Absolut stands for "Autogenerated Bytewise SIMD-Optimized Look-Up Tables". The following is a breakdown of this jargon:
- Bytewise Lookup Table: One-to-one mappings between sets of bytes.
- SIMD-Optimized: Said lookup tables are implemented using SIMD (Single Instruction Multiple Data)
instructions, such as
PSHUFB
on x86_64 andTBL
on AArch64. - Autogenerated: This crate utilizes procedural macros to generate (if possible) SIMD lookup tables given a human-readable byte-to-byte mapping.
SIMD instructions allow for greater data parallelism when performing table lookups on bytes. This is has proved incredibly useful for high-performance data processing.
Unfortunately, SIMD table lookup instructions (or byte shuffling instructions) operate on tables too small to cover the entire 8-bit integer space. These tables typically have a size of 16 on x86_64, while on AArch64 tables of up to 64 elements are supported.
This library facilitates the generation of SIMD lookup tables from high-level descriptions of byte-to-byte mappings. The goal is to avoid the need to hardcode manually-computed SIMD lookup tables, thus enabling a wider audience to utilize these techniques more easily.

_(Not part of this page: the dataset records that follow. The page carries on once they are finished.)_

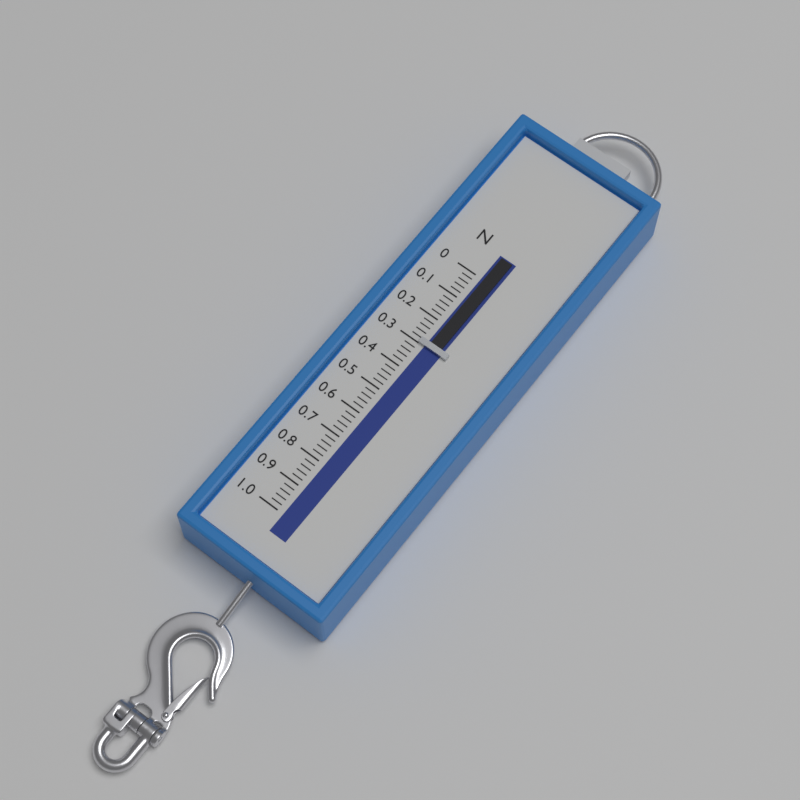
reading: 0.30 N
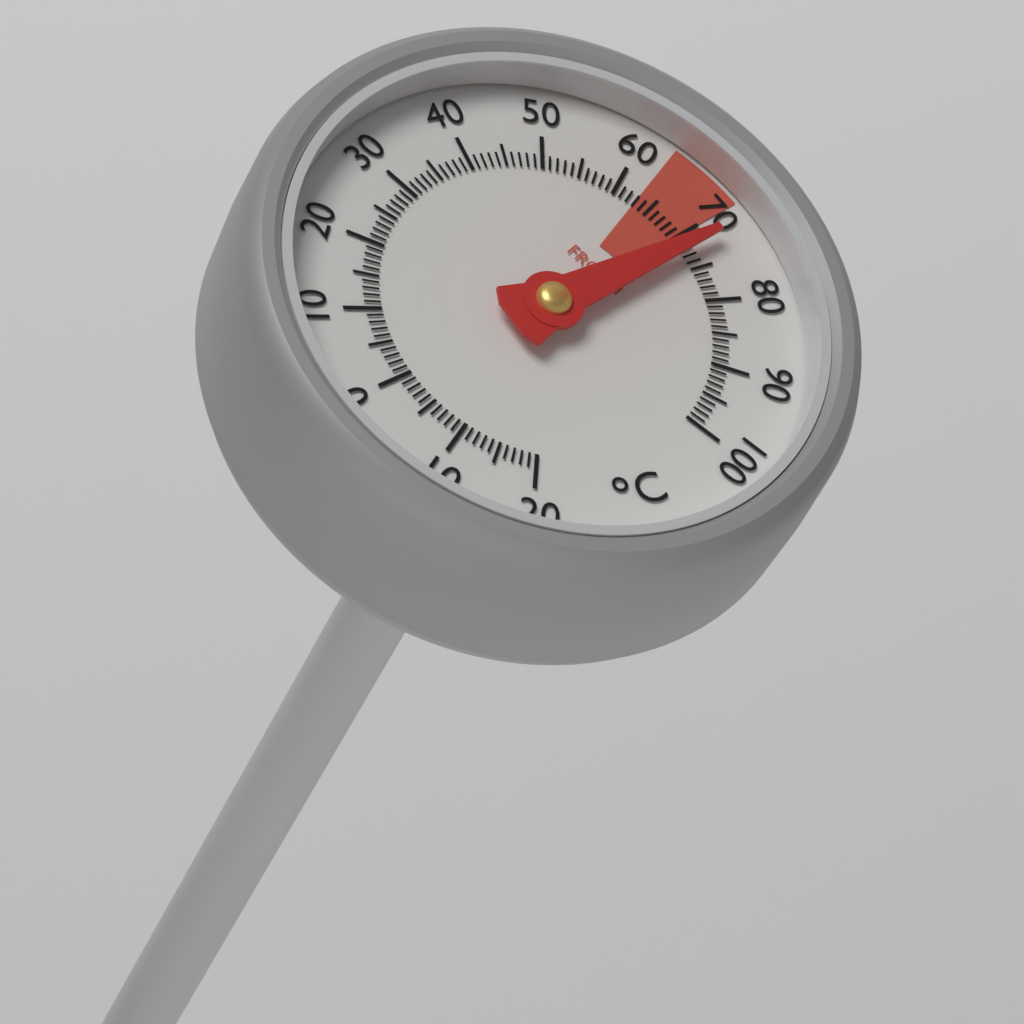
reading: 72 °C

Absolut is essentially a set of procedural macros that accept byte-to-byte mapping descriptions in the form of Rust enums:
#[absolut::one_hot]
pub enum JsonTable {
#[matches(b',')]
Comma,
#[matches(b':')]
Colon,
#[matches(b'[', b']', b'{', b'}')]
Brackets,
#[matches(b'\r', b'\n', b'\t')]
Control,
#[matches(b' ')]
Space,
#[wildcard]
Other,
}
The above JsonTable
enum encodes the following one-to-one mapping:
Input | Output |
---|---|
0x2C |
Comma |
0x3A |
Colon |
0x5B, 0x5D, 0x7B, 0x7D |
Brackets |
0xD, 0xA, 0x9 |
Control |
0x20 |
Space |
* |
Other |
Where *
denotes all other bytes not explicitly mapped.
Mapping results needn't be explicitly defined as Absolut will solve for them automatically.

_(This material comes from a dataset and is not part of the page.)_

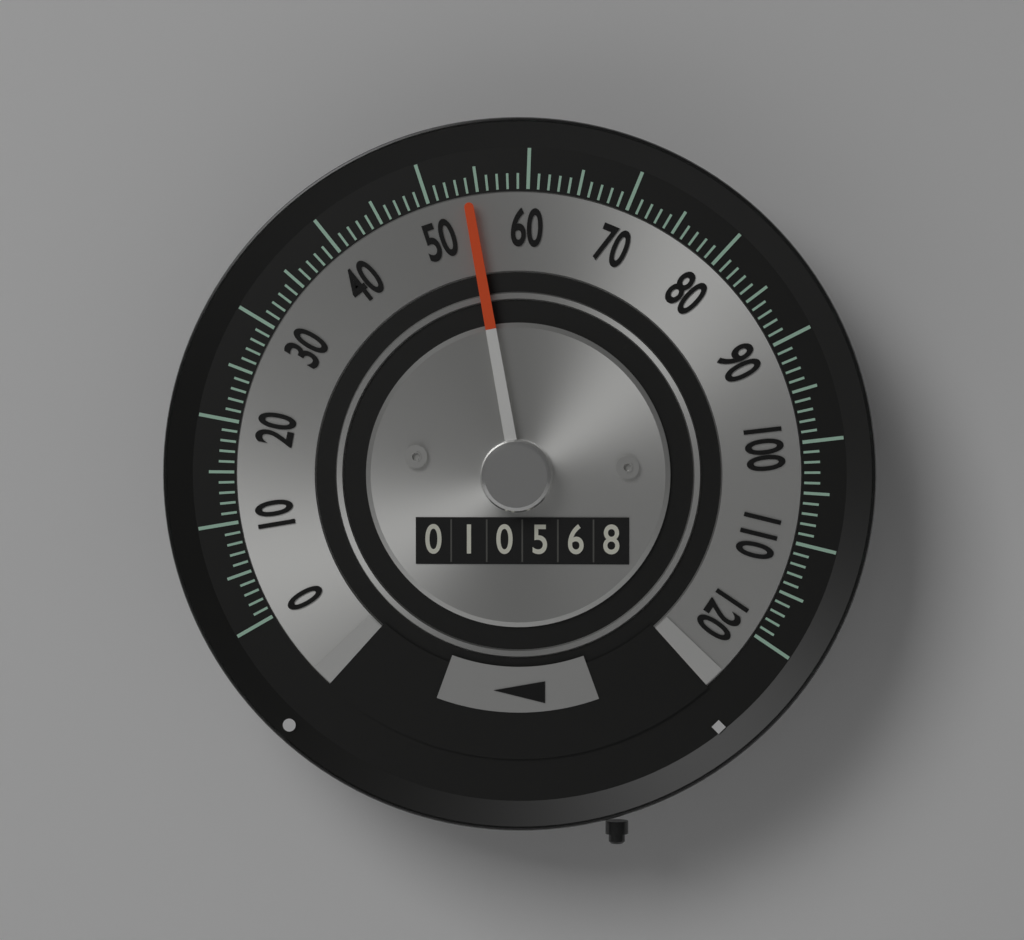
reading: 54 (no unit)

In the previous code snippet, the expression JsonTable::Space as u8
evaluates to the
output byte when performing a table lookup on 0x20
.
Absolut supports multiple techniques for constructing SIMD lookup tables called algorithms.
Each algorithm is implemented as a procedural macro that accepts byte-to-byte mappings
described using enums with attribute-annotated variants as illustrated
above with the absolut::one_hot
algorithm.
In case a byte-to-byte mapping cannot be implemented using a given Absolut algorithm (i.e. the table is unsatisfiable) the resulting error messages won't be useful for understanding why the algorithm failed to solve for the table. Unless the user is at least vaguely familiar with how the algorithm at play works, it would be difficult for them to figure out how to change the mapping in such a way that it becomes satisfiable and stay useful for their purposes.
Absolut currently does not provide SIMD implementations of lookup routines for the generated lookup tables. However, the library tests contain lookup routines for SSSE3 and NEON.
Absolut is open-source software licensed under the terms of the MIT License.